Mitsushige Maeda, who celebrated his 100th birthday last year, was taken captive by the Chinese Eighth Route Army in 1938, and during several months as a “prisoner of war”, he gradually learned about the injustices of Japan’s invasion of China and the truth about the conflict.

Maeda was born in 1916 in Kyoto. Coming from a family of limited means, he worked as an apprentice at a store after graduating from a primary school. In June 1937, he went to the city of Shenyang in northeaste­rn China, then under colonial rule of Japan, to work for the Southern Manchuria Railways Co.

The company, also known as Mantetsu, was founded by the Japanese in 1906. The company was not only in charge of the railway but was also involved in intelligen­ce collecting and colonial activities in northeaste­rn China.
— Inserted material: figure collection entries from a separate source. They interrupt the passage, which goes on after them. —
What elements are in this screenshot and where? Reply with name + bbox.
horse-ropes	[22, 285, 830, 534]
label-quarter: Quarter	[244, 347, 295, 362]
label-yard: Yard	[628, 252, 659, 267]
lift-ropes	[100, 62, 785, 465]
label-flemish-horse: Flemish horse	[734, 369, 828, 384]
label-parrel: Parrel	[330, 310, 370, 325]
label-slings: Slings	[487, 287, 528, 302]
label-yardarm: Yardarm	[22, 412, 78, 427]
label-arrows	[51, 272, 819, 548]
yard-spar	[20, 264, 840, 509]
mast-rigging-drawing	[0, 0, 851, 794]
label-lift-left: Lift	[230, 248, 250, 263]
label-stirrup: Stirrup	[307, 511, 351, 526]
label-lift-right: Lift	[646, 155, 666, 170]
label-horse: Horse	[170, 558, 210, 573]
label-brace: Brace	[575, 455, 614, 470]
One incident in particular that shocked Maeda happened when he saw a village being plundered by the Japanese army, with villagers killed and houses burned to the ground.

“As a Japanese citizen, I felt ashamed and angry (when I saw what Japan had done),” he said.

The incident precipitat­ed Mitsushige’s awakening, and in January 1939, he volunda teered to join the Chinese Eighth Route Army, an army under the leadership of the Chinese Communist Party to fight against Japan’s invasion of China.

Preaching peace

“The Chinese Eighth Route Army is a great army with strict discipline­s,” Maeda said, adding that he felt honored to be part of it.

His role was to preach peace to soldiers of the Imperial Japanese Army and tell them the truth about the invasion war Japan had launched against China.

In November 1939, he and seven other Japanese soldiers founded the “Alliance of the Awakened Japanese Soldiers”, which was the first anti-war group formed by Japanese citizens in the Eighth Route Army.

After Japan’s unconditio­nal surrender to the Allied Forces in 1945, Maeda worked in an aviation school in northeaste­rn China for several years and returned to Japan in 1958.

However, due to his experience­s in China, Maeda was considered pro-Communist and could not find a proper job. He had to work part-time to support his family.

Despite the hardship, Mae-- continued to educate people about his experience­s in China and about the atrocities Japan had committed, recounting his story in articles in newspapers.

In 1984, he and another Japanese war veteran, Takashi Kagawa, coauthored and published a book titled Japanese Soldiers of the Eighth Route Army.

Maeda now lives in a nursing home. A couple of years ago, he donated over 10 boxes of books and materials about the history of China’s War of Resistance Against Japan to a civil group formed by Japanese veterans of China’s Eighth Route Army and the New Fourth Army.

“I hope these historical materials will be well preserved and will help the younger generation­s in Japan to know more about the history,” he said.

1939 the year Mitsushige Maeda joined China’s Eighth Route Army

 ?? FANG YIXIAO / XINHUA ?? Mitsushige Maeda, who celebrated his 100th birthday last year, examines photograph­s that were taken during the Japanese invasion of China.
FANG YIXIAO / XINHUA Mitsushige Maeda, who celebrated his 100th birthday last year, examines photograph­s that were taken during the Japanese invasion of China.